Just What is So Surprising

The degree of “surprise” generated by a policy decision—such as no longer honoring the creator code—is, of course, entirely subjective. Long-time Mac users will tend to be surprised by this new behavior and therefore disappointed by it. Switchers from Windows will be more likely to embrace it. Personally, I was infuriated every time I had to wait for Photoshop to launch after double-clicking an image that I realized too late had been edited in Photoshop. I always found association hijacking to be a “surprise” and I gleefully welcome its demise. Moreover, relying on file extensions makes the Mac a better citizen of our connected world as file extensions undeniably represent a de facto industry standard for application association.
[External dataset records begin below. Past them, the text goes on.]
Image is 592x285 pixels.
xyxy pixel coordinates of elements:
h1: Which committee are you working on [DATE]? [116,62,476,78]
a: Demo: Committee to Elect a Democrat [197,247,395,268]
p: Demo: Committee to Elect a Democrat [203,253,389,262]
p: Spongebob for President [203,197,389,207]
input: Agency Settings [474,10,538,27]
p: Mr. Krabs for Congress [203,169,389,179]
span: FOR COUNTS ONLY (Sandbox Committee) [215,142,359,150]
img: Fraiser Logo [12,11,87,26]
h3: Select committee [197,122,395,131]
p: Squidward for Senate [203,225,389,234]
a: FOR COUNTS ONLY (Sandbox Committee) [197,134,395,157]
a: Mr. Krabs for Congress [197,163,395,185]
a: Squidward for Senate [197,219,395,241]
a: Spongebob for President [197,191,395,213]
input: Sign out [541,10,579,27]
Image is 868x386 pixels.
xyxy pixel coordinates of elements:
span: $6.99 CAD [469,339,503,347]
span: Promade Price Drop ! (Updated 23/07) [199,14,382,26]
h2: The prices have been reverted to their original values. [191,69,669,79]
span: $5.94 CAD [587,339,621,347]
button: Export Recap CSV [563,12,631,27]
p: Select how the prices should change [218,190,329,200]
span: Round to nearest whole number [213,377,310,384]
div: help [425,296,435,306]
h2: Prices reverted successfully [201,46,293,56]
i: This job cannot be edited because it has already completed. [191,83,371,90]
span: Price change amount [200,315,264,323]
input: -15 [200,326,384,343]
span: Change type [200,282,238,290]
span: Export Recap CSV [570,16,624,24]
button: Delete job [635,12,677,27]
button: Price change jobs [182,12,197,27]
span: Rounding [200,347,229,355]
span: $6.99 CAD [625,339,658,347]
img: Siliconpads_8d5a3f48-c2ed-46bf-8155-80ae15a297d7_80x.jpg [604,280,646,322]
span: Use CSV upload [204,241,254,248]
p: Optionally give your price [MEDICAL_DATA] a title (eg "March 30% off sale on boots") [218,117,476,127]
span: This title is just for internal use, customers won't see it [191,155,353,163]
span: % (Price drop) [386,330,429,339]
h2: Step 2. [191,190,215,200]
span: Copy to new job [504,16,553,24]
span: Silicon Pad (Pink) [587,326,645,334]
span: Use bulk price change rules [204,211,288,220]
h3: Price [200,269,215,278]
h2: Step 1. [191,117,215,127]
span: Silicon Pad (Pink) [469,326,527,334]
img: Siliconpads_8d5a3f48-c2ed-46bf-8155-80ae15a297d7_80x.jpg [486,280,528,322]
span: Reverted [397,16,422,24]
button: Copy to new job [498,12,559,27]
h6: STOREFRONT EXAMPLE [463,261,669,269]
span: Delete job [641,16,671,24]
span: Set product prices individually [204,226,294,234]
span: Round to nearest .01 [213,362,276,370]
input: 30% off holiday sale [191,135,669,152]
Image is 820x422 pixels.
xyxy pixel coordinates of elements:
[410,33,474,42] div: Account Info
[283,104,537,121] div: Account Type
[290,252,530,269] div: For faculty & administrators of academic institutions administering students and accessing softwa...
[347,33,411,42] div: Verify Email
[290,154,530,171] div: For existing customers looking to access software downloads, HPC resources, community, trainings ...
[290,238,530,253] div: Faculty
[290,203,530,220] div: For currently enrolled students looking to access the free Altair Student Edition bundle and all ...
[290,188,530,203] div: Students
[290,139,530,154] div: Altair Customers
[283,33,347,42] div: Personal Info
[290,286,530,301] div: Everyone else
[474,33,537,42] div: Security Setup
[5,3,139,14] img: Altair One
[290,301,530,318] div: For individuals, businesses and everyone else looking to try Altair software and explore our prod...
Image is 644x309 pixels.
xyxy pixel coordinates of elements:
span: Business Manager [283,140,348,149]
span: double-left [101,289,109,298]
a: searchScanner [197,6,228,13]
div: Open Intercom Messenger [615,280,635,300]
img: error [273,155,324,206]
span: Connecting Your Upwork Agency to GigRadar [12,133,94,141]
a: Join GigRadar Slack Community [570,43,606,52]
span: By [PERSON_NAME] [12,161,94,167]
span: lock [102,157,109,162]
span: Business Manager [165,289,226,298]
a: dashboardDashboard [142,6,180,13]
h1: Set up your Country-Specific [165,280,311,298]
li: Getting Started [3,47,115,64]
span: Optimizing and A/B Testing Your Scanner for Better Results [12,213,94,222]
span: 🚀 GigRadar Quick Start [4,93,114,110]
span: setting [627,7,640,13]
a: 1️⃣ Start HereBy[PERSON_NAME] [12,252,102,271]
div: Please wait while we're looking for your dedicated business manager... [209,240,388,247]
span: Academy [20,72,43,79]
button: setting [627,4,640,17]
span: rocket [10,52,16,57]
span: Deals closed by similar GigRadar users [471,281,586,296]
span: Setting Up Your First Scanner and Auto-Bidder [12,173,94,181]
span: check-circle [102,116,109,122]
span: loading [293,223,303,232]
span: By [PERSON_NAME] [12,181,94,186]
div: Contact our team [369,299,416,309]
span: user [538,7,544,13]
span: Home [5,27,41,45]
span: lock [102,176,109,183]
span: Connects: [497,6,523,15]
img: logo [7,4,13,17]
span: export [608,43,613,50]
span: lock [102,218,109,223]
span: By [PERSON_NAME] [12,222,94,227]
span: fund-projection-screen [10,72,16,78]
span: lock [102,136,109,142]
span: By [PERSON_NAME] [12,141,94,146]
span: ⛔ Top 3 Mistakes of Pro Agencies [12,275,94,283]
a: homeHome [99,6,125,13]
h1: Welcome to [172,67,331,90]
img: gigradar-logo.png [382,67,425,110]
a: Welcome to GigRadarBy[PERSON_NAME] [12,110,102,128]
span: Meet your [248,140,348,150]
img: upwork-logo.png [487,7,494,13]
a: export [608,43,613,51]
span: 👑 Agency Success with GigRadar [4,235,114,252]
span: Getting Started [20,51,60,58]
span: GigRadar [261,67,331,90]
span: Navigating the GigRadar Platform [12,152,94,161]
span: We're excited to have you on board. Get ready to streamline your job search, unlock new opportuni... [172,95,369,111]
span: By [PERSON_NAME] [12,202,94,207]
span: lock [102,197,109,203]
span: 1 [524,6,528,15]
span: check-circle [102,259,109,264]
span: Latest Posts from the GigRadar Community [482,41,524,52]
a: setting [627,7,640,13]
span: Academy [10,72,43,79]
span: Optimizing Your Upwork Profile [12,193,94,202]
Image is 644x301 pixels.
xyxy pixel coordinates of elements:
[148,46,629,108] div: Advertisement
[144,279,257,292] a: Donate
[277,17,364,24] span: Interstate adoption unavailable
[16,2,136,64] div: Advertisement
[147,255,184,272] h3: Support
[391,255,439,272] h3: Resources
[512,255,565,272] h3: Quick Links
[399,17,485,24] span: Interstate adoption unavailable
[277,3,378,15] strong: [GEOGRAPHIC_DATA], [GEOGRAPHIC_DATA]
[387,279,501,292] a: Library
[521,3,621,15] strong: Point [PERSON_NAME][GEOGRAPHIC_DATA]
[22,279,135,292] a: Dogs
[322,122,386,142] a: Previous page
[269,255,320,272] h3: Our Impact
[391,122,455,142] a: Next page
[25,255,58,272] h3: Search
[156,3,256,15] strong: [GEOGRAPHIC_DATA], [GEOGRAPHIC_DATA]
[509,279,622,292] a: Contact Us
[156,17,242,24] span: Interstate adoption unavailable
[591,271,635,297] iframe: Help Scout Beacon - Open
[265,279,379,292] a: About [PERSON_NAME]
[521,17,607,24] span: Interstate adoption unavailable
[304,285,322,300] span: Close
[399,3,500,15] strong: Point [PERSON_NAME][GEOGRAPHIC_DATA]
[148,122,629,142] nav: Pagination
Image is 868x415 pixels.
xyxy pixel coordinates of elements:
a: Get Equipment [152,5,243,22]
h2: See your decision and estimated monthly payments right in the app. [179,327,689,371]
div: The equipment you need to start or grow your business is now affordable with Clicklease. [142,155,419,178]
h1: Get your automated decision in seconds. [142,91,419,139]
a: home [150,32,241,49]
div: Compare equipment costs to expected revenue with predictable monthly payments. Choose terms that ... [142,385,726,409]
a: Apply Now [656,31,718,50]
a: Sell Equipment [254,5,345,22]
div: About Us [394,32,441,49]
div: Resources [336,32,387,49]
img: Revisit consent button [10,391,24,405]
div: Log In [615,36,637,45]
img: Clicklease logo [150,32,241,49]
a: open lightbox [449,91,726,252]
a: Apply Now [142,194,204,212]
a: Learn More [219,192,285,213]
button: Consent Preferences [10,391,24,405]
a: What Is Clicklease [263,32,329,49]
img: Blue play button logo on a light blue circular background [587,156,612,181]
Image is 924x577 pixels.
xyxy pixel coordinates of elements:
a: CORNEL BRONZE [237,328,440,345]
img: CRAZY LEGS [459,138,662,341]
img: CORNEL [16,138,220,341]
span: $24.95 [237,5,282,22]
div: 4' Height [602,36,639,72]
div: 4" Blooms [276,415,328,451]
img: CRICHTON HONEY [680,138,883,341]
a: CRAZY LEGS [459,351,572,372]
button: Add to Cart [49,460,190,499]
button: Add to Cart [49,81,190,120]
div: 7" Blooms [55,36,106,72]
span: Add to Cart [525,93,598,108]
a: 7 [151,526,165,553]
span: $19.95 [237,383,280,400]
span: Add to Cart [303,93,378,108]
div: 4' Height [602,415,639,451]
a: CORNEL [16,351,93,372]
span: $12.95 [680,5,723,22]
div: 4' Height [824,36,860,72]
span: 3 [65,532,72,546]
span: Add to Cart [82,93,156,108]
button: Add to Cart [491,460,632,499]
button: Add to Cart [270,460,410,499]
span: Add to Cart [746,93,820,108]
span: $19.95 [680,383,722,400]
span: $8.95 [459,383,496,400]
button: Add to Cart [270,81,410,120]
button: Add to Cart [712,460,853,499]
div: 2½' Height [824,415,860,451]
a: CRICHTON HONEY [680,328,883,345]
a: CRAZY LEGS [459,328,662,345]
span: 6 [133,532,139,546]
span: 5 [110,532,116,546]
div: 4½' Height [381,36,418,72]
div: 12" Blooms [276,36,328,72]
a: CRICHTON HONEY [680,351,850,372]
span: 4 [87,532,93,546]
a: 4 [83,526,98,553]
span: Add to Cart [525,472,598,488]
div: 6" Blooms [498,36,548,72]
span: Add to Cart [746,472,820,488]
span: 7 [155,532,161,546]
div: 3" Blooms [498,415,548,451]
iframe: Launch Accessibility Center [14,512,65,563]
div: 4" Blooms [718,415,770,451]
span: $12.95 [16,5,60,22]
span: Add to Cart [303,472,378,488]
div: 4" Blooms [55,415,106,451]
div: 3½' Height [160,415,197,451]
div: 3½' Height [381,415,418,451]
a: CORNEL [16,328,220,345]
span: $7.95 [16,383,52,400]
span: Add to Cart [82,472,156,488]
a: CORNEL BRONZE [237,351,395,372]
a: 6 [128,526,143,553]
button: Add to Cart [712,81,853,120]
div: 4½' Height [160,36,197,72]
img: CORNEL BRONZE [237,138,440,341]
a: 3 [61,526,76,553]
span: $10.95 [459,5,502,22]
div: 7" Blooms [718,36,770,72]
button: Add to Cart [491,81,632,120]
Now if only Apple would accept the de facto industry standard behaviors for the Home, End, Page Up and Page Down keys…


  1. Ultimately, the “creator” in “creator code” became a complete misnomer as it really came to mean “modifier”. In other words, whenever a program saved a file it invariably and often quite inappropriately overwrote the creator code with its own code. Thus the “creator code” actually referred to the program that most recently wrote to the file rather than the file’s original creator. 

  2. In the pre-OS-X “classic” era, creator and type codes could be seen and/or edited only with a developer tool called ResEdit. Modern Mac users can see them with some command-line utilities like xattr and hfsdebug. These are considered “expert” or “power user” utilities. 

  3. The first Mac OS X, tragically named Cheetah (aka 10.0), introduced a mildly more resource-intensive but much clearer potential replacement for the creator code: bundle identifiers. Every app on Mac OS X has a reverse-DNS-style identifier (such as com.apple.iTunes) which uniquely identifies each application in a human-readable way. Furthermore, Mac OS X Tiger (aka 10.4) introduced a file system feature that could supplant the original type codes: Uniform Type Identifiers (UTIs) which uniquely identify each kind of file in a human-readable way. Alas for those who hoped these would replace creator and type codes in situ, no version of Mac OS X, including Snow Leopard, has used them when deciding with what application a particular file should open. 

  4. Not quite so cryptic, of course, as the still-lingering convention that file extensions should consist of only three characters, even though all modern file systems support longer extensions. Fortunately, this convention is waning and more modern programs (especially those on the Mac) have embraced longer, more descriptive extensions. 

  5. In Windows, the visibility of file extensions is a system-wide setting that is stupidly turned off by default. Every “power user” I know turns it on almost immediately. On a Mac, the visibility of file extensions is set on a per-file basis. Extensions are generally visible by default, though individual programs may stupidly default to hidden extensions when saving new files. Leopard’s preview icons smartly display either the extension or an equivalent file type at the bottom of the icon, even if the extension is not visible.